Breeder reactors can create more fuel, but even without these, there is a substantial amount of uranium that this is a non-issue. By the same token, solar is also non-renewable since it requires real resources mined from the earth which are in finite supply and solar panels are not 100% recyclable (and especially not the batteries required to make solar reliable). In this sense, nothing is renewable -- even hydro will run out eventually when the earth cools and plate tectonics comes to an end.
Anyway, nuclear is never included in the "renewable" bucket, because the fuel has to be harvested and doesn't renew on a human timescale. Nuclear is green, because its net emissions are almost zero.
OTOH burning wood is renewable, but not green, and also not sustainable. So nothing inherently good about being renewable.
It's pointless to have a practical classification to then come with "technically..." and some weird and unpractical reason.

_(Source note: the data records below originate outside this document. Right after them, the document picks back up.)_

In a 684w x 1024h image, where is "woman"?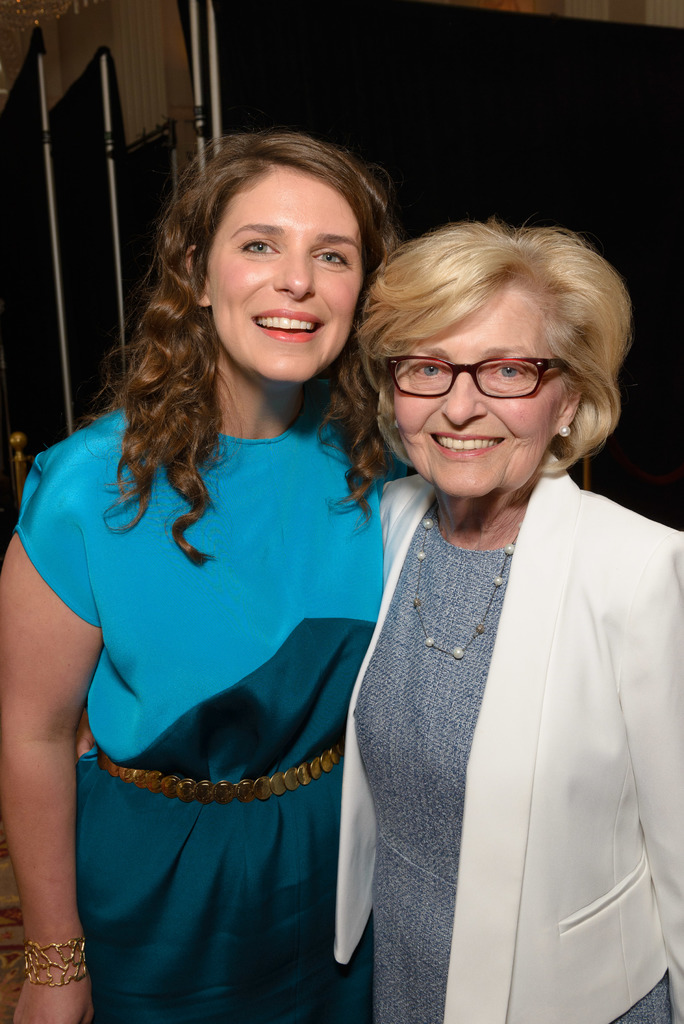
x1=286 y1=187 x2=667 y2=1023.
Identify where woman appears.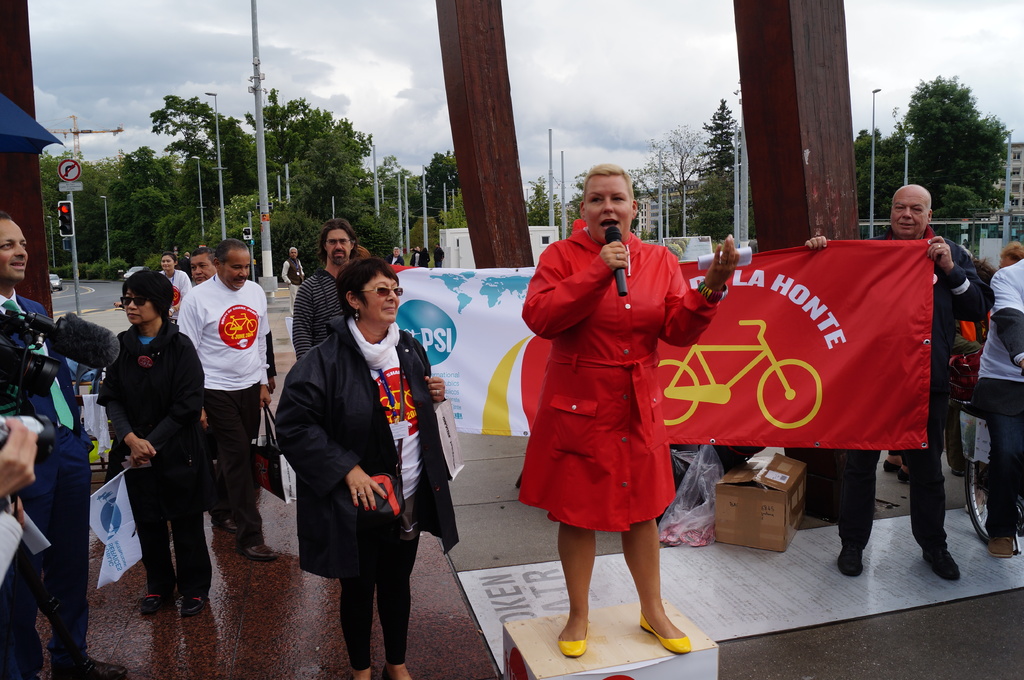
Appears at crop(274, 257, 449, 679).
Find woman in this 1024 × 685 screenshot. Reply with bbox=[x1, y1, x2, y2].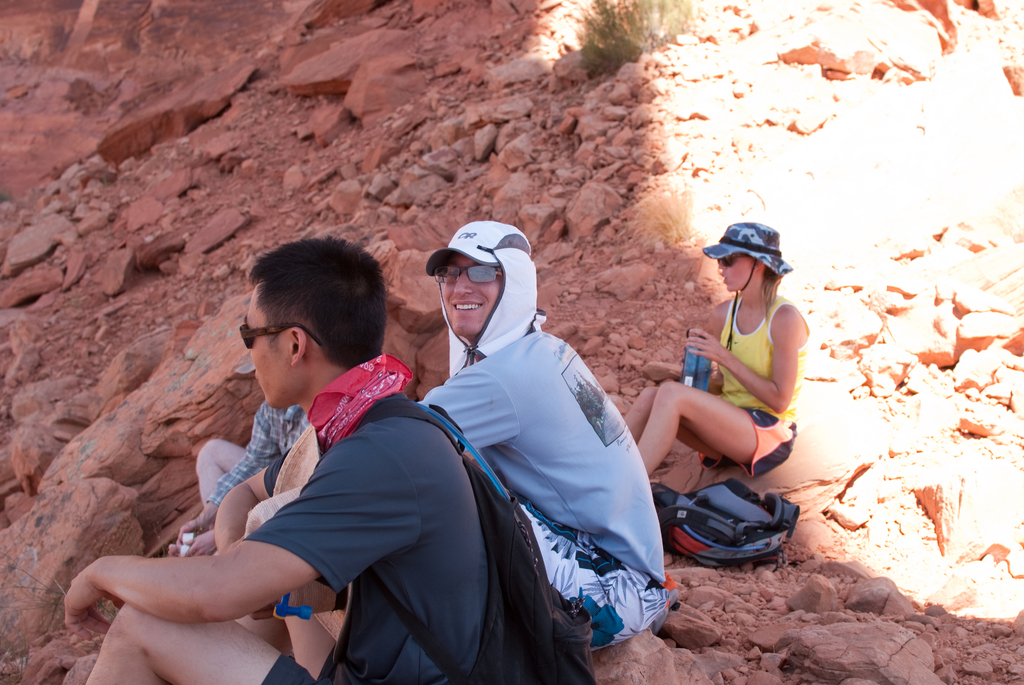
bbox=[623, 220, 813, 480].
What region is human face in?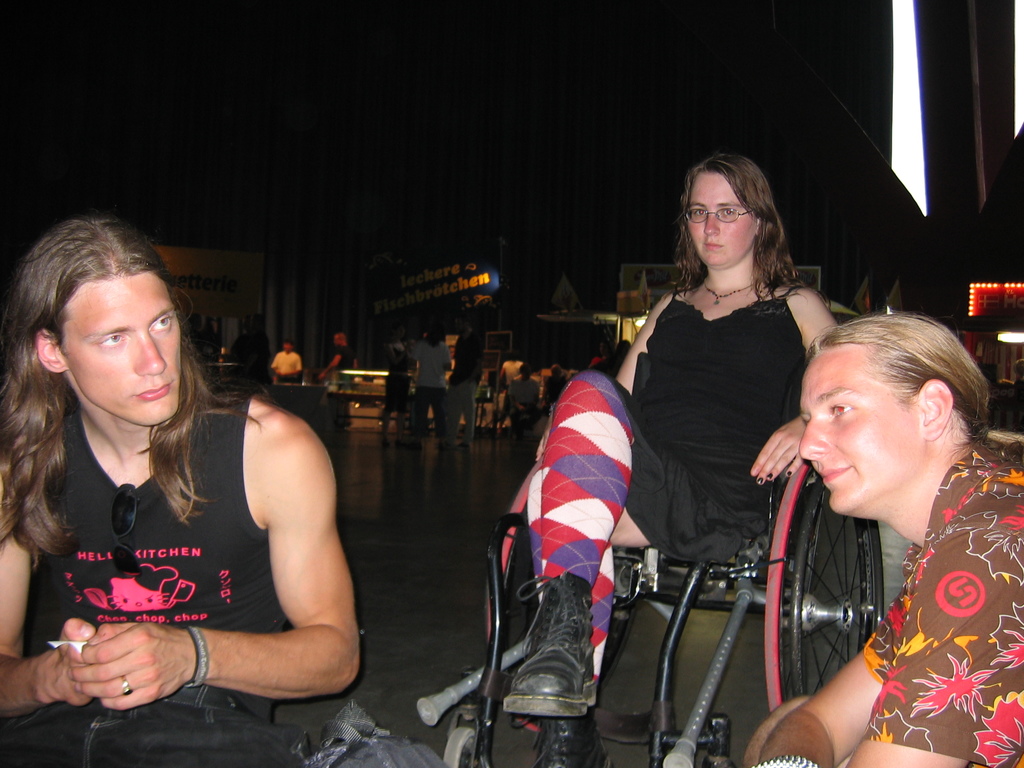
686, 172, 756, 264.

> Anyway, nuclear is never included in the "renewable" bucket, because the fuel has to be harvested and doesn't renew on a human timescale.
You can make the case that it does - if you count uranium in seawater. Theres enough dissolved there now to fuel all the reactors on earth for 60,000 years. Geological processes continually replenish the dissolved uranium.
Yes, and you can argue that coal and oil are currently being created... very slowly... from dead trees and what not. So renewable vs non-renewable doesn't make any sense anymore.
Lets make another name: "energy which source can get replenished in less than 100 years (a life time), as wood, or less, as solar, wind, waves, and can be practically harvested with current methods i.e. not fussion or matter dissolved in the sea". That's the whole phrase you should use from now on instead of "renewable".
Solar isn't something that can ever be replenished. There's a fixed quantity of fuel in the sun. Once it burns out, it's gone. That provides the input energy into the process for solar, wind and wood.
With breeder reactors the uranium in seawater would last us 15 million years at current nuclear power consumption levels. If that's not renewable...
I though it was already clear that we were talking human scale. And you still talk about 4,500 million years as non-renewable, but 15 million years (plus 100% magic ocean harvesting) as renewable. At no point anybody said "infinitely renewable", and you arguing it makes that a strawman argument.
Renewable is defined, like it or not, as a source that replenishes in a finite human scale (roughly, 50-100 years). Sun, waves, hydraulics and wind "replenish" everyday. Wood takes about 30 years. If you find yourself saying things like "15 millions years" or "60,000" years, it's not renewable.
> solar panels are not 100% recyclable (and especially not the batteries required to make solar reliable)
While I can believe that we don’t have a current recycling chain set up for these, I absolutely do not believe that they are genuinely non-recyclable.
We make both of these out of a variety of literal rocks, extracting trace elements and purifying them greatly in the process of manufacture. Even in the worst case, it’s easier to start from the end products than from rocks.